Chelsea Physic Garden
Coordinates: 51°29′6″N 0°9′46″W / 51.48500°N 0.16278°W
The Chelsea Physic Garden was established as the Apothecaries’ Garden in London, England, in 1673. (The word "Physic" here refers to the science of healing.) This physic garden is the second oldest botanical garden in Britain, after the University of Oxford Botanic Garden, which was founded in 1621.
Its rock garden is the oldest English garden devoted to alpine plants. The largest fruiting olive tree in Britain is there, protected by the garden’s heat-trapping high brick walls, along with what is doubtless the world’s northernmost grapefruit growing outdoors. Jealously guarded during the tenure of the Worshipful Society of Apothecaries, in 1983 the Garden became a registered charity[1] and was opened to the general public for the first time. The garden is a member of the London Museums of Health & Medicine.[2]
History
The Worshipful Society of Apothecaries initially established the garden on a leased site of Sir John Danvers’ well-established garden in Chelsea, London. This house, called Danvers House, adjoined the mansion that had once been the house of Sir Thomas More. Danvers House was pulled down in 1696 to make room for Danvers Street.
In 1713, Dr Hans Sloane purchased from Charles Cheyne the adjacent Manor of Chelsea, about 4 acres (1.6 ha), which he leased in 1722 to the Society of Apothecaries for £5 a year in perpetuity, requiring only that the Garden supply the Royal Society, of which he was a principal, with 50 good herbarium samples per year, up to a total of 2,000 plants.
That initiated the golden age of the Chelsea Physic Garden under the direction of Philip Miller (1722–1770), when it became the world's most richly stocked botanic garden. Its seed-exchange program was established following a visit in 1682 from Paul Hermann, a Dutch botanist connected with the Hortus Botanicus Leiden and has lasted till the present day. The seed exchange program’s most notable act may have been the introduction of cotton into the colony of Georgia and more recently, the worldwide spread of the Madagascar Periwinkle (Catharanthus roseus).
Isaac Rand, a member and a fellow of the Royal Society published a condensed catalogue of the Garden in 1730, Index plantarum officinalium, quas ad materiae medicae scientiam promovendam, in horto Chelseiano. Elizabeth Blackwell’s A Curious Herbal (1737–39) was illustrated partly from specimens taken from the Chelsea Physic Garden. Sir Joseph Banks worked with the head gardener and curator John Fairbairn during the 1780–1814 period.
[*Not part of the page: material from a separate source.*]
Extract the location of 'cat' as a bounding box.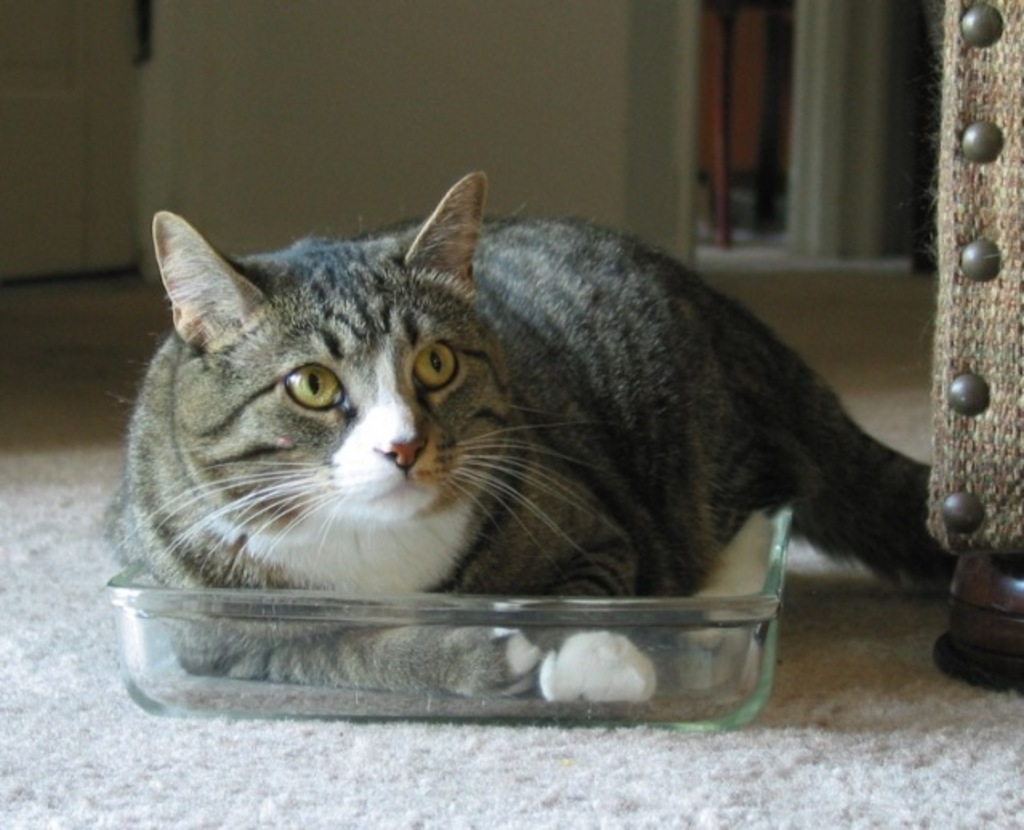
box=[98, 163, 957, 710].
Fairbairn specialized in growing and cultivating plants from around the world.
Parts of this classic garden have been lost to road development – the river bank during 1874 construction of the Chelsea Embankment on the north bank of the River Thames, and a strip of the garden to allow widening of Royal Hospital Road. What remains is a 3.5 acres (1.4 ha) patch in the heart of London.
The present chairman of the trust which operates the garden is Michael Prideaux.
Current garden
As of 2015 the garden includes areas such as:
- The Garden of Medicinal Plants
- The Pharmaceutical Garden, with plants arranged according to the ailment they are used to treat
- The Garden of World Medicine, with medicinal plants arranged by the culture which uses them
- The Garden of Edible and Useful Plants
- The World Woodland Garden
Associated people
- William Aiton
- Johann Amman
- Alexander Anderson
- Joseph Banks
- John Bartram
- Elizabeth Blackwell
- Edward Augustus Bowles
- Mark Catesby
- Lilian Clarke
- William Curtis
- Samuel Doody
- Henry Field (apothecary)
- William Forsyth
- John Fraser
- Sheherazade Goldsmith
- John Graeffer
- William Houstoun
- William Hudson
- Jacob van Huysum
- Lee and Kennedy
- John Lindley
- Carl Linnaeus
- Georg Christian Oeder
- Robert Petre, 8th Baron Petre
- James Sherard
- Hans Sloane
- Daniel Solander
- Mary Somerset
- Nathaniel Bagshaw Ward
References
- ↑ Charity Commission. THE CHELSEA PHYSIC GARDEN COMPANY, registered charity no. 286513.
- ↑ "Medical Museums". medicalmuseums.org. Retrieved 26 August 2016.
Further reading
- Minter, Sue (2000). The Apothecaries' Garden. Great Britain. ISBN 978-0-7509-3638-5.
External links
Wikimedia Commons has media related to Chelsea Physic Garden. |
- Chelsea Physic Garden website
- London official visitor guide: Retrieved 30 December 2013.